▸ WHAT THIS TASK INVOLVES: Look below for the line with "This screenshot has height=740, width=1315." and the line with "You are a GUI". Copy exactly those two lines and every line between, but not the pictures.
*** INPUT Section Begins ***
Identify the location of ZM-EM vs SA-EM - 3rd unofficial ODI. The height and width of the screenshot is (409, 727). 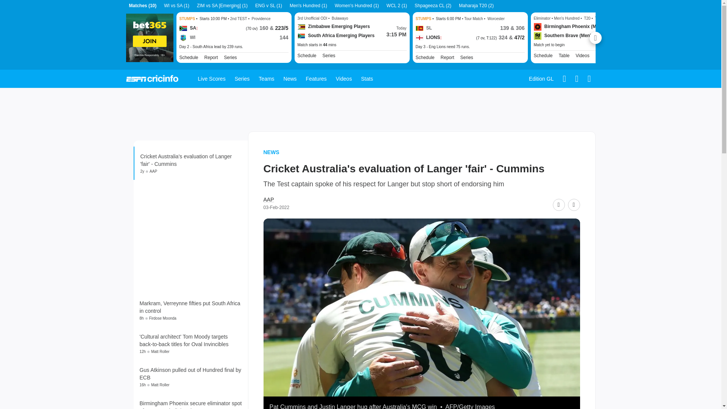
(352, 45).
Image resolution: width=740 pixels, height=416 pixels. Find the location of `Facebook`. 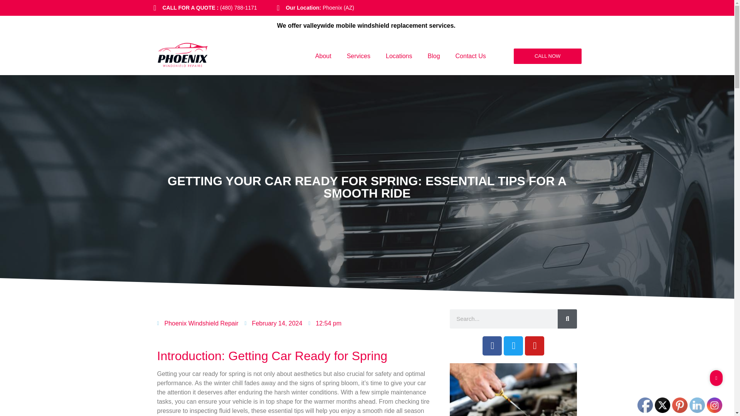

Facebook is located at coordinates (645, 405).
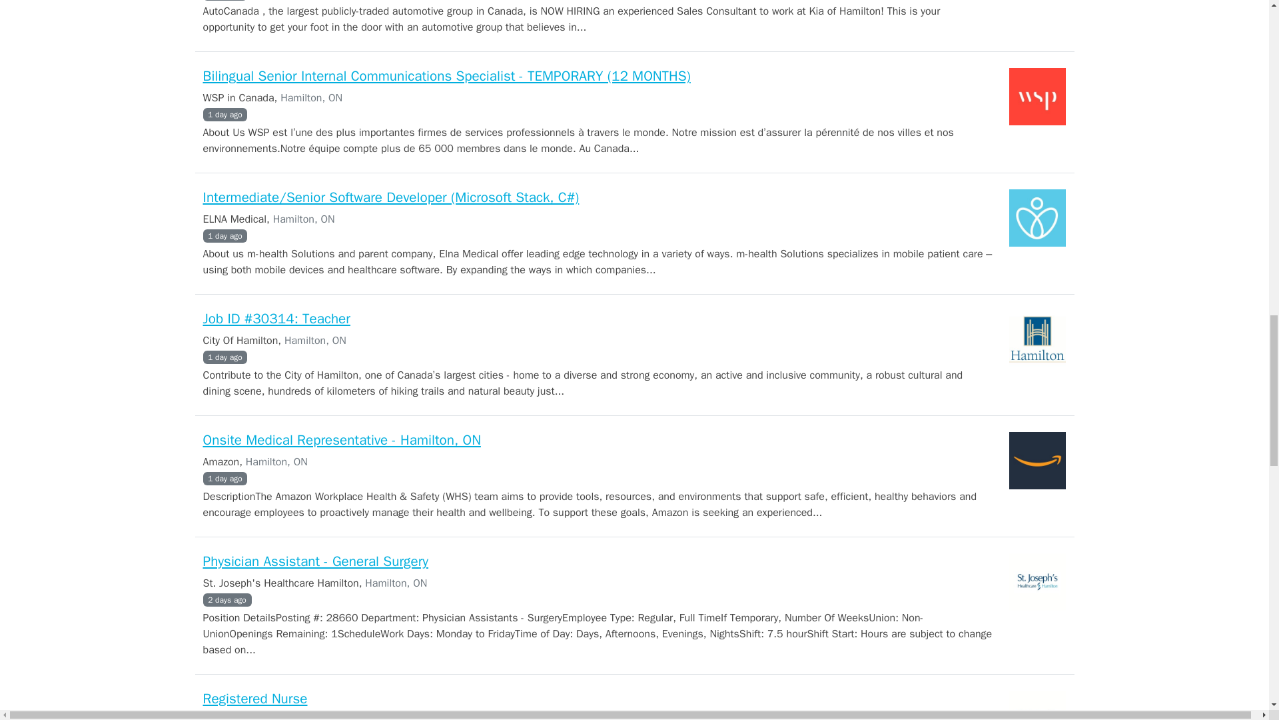 The height and width of the screenshot is (720, 1279). Describe the element at coordinates (341, 439) in the screenshot. I see `Onsite Medical Representative - Hamilton, ON` at that location.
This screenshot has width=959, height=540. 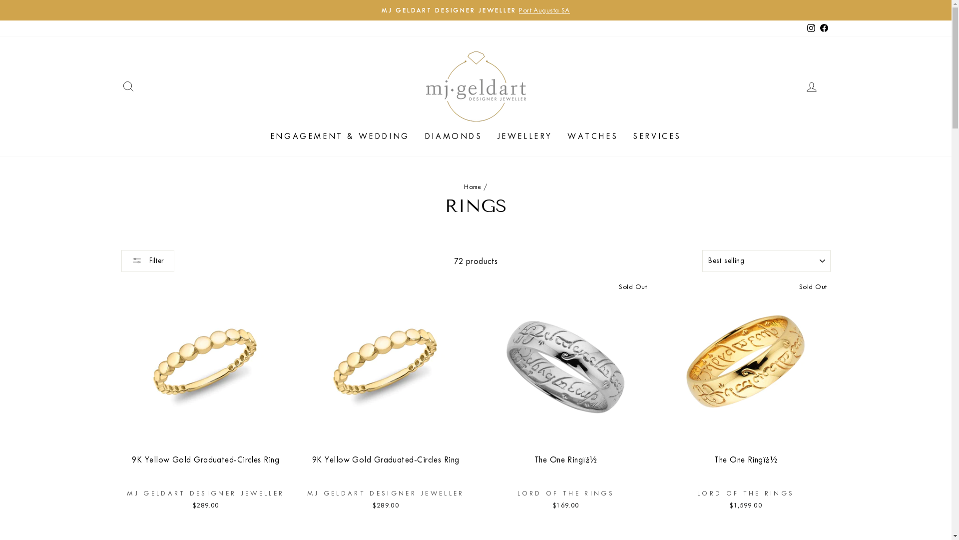 I want to click on SEARCH, so click(x=128, y=86).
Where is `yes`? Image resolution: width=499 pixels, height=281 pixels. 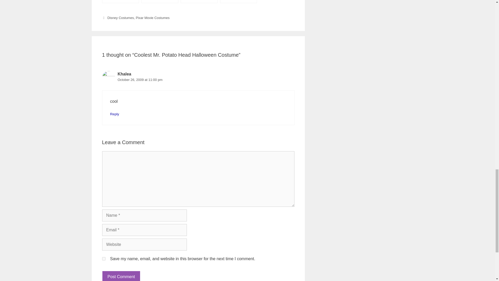 yes is located at coordinates (103, 258).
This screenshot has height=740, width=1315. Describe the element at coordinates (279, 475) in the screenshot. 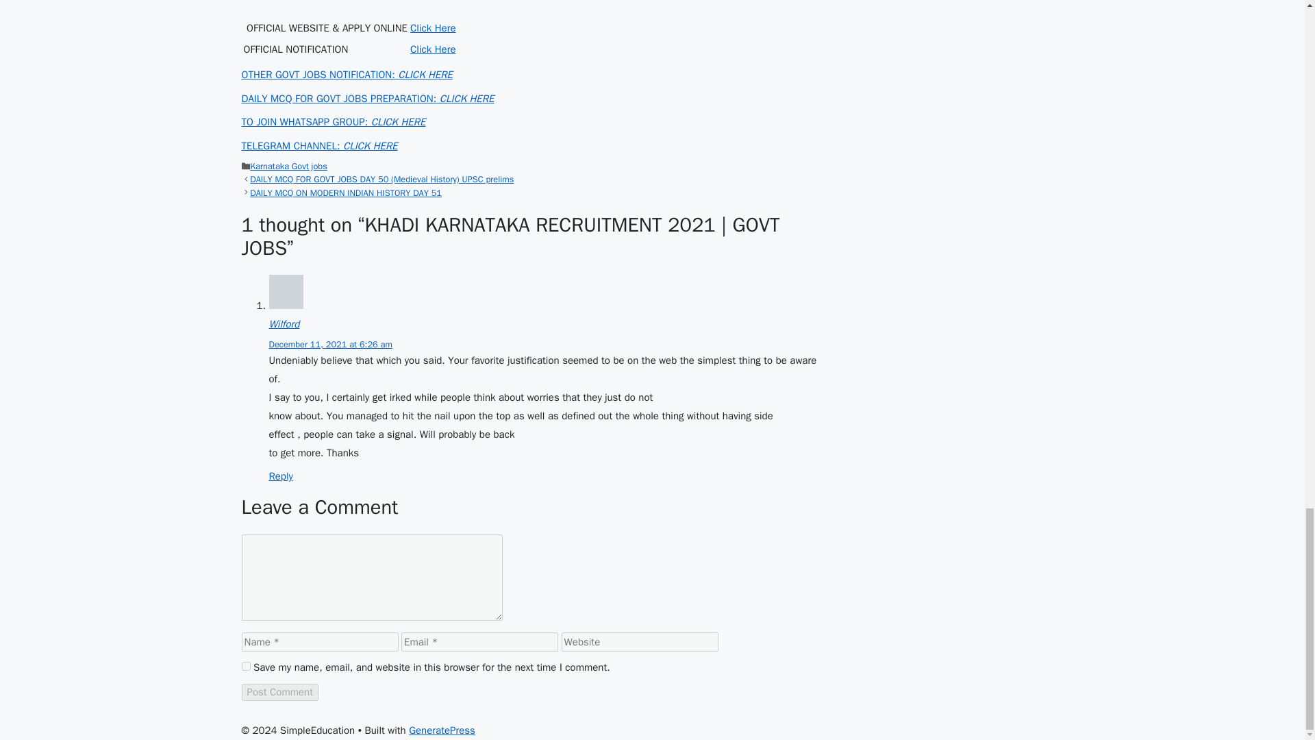

I see `Reply` at that location.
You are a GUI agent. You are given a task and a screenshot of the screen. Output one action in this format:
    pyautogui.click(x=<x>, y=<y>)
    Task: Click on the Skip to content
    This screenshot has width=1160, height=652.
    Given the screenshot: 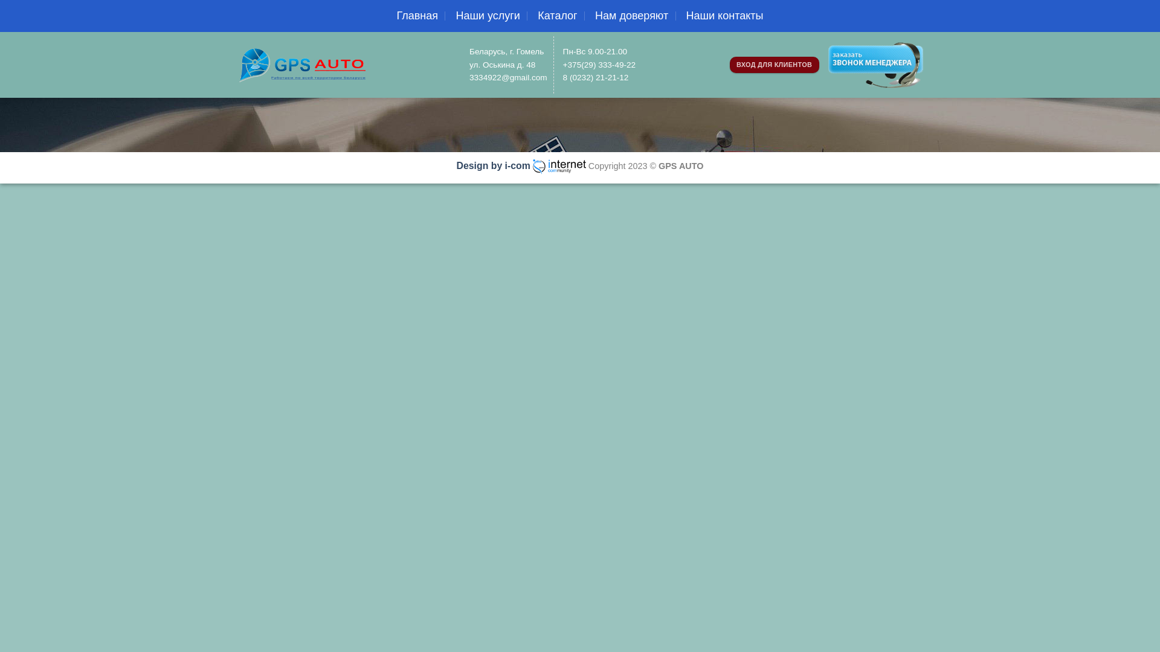 What is the action you would take?
    pyautogui.click(x=0, y=0)
    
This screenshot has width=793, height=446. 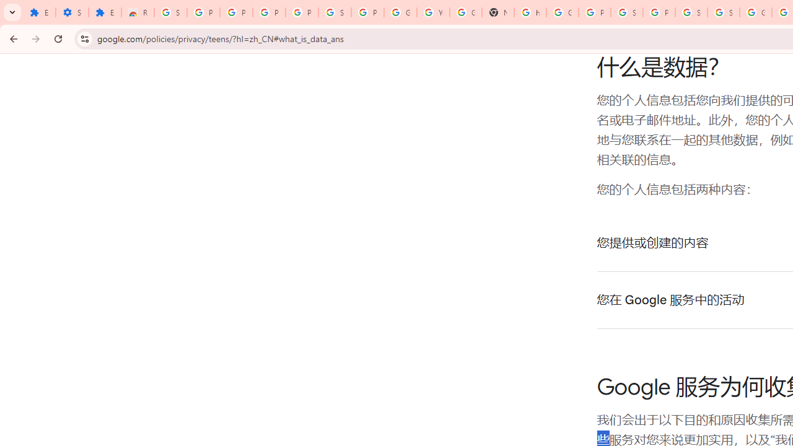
*** INPUT Section Ends ***
▸ TASK ANSWER:
This screenshot has height=740, width=1315. Describe the element at coordinates (279, 475) in the screenshot. 

I see `Reply` at that location.
You are a GUI agent. You are given a task and a screenshot of the screen. Output one action in this format:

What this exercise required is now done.